I resisted buying the matching ATAS-120 HF antenna. From what I read on eHam.net, there’s enough people having problems with their units when they get wet to make me apprehensive about owning one. I may wind up buying a Little Tarheel or something similar.

One thing I’m already missing with the 857 is a keypad for direct frequency entry. The solution to this appears to be a new mic with a built-in keypad. Operating the 857 definately requires cracking open the manual. Having used the 7R for a few weeks now, I sort of get how Yaesu’s interface works, but they still throw in some surprises on the 857.

I drove up to Oklahoma on Friday. I hit some nasty traffic congestion in Dallas, which took two hours to go through. On the way up I hit up army surplus in Killeen and bought a thigh holster for my HK. While slogging through traffic in Plano, I stopped by Texas Towers to check out their store. I have no idea where the promising local mom & pop radio store is in Dallas, this place wasn’t that interesting at all.

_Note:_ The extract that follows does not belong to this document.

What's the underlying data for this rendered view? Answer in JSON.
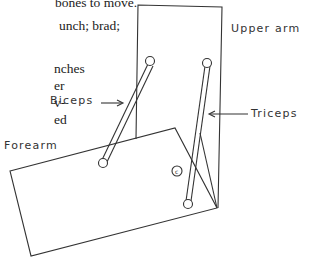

On the way up I also bought a 26′ dipole antenna. At the very least I hope I can use that on my balcony at my apartment. I rigged it up in my parents’ backyard to the 857. It was neat to finally see my radio come to life on HF and scan around the bands. I heard quite a few stations transmitting high speed Morse code, but too fast for me to understand it. I need a decoder of some sort.

Tonight I added 76 feet worth of wire and extended the dipole out to 102 feet, which is about 3/8 wavelength at 80 meters. I almost ran out of yard, 100 feet is roughly 1/3rd of a block. I see now why dipoles are made of 14 gauge wire, it takes a lot of tension to hold 102 feet of cable horizontally flat.

The new extended dipole picked up quite a few more Morse conversations on the lower frequencies. Somewhere down on 160 meters I heard a couple of guys ragchewing, but I didn’t figure out where they were at. Tooling around in the broadcast AM radio bands I picked up stations from San Antonio, Galveston, Dallas, and St. Louis (all hundreds of miles away). The big thing I was after was propogation beacons. Even with the hugeass dipole (and using all CW, SSB/AM, USB, LSB, FM modes) I wasn’t picking up anything on 5m, 10m, 20m nor any of the NCDXF beacons. I don’t know if I’m doing something wrong, the atmosphere just sucks this weekend, if the dipole needs to be more than 8′ off the ground, or what.

Bring the pain

A hard hour of Krav Maga tonight. You know it’s a good class when you’re wreaking of somebody else’s sweat, it hurts your chest to breath, and your throat is bleeding. More please?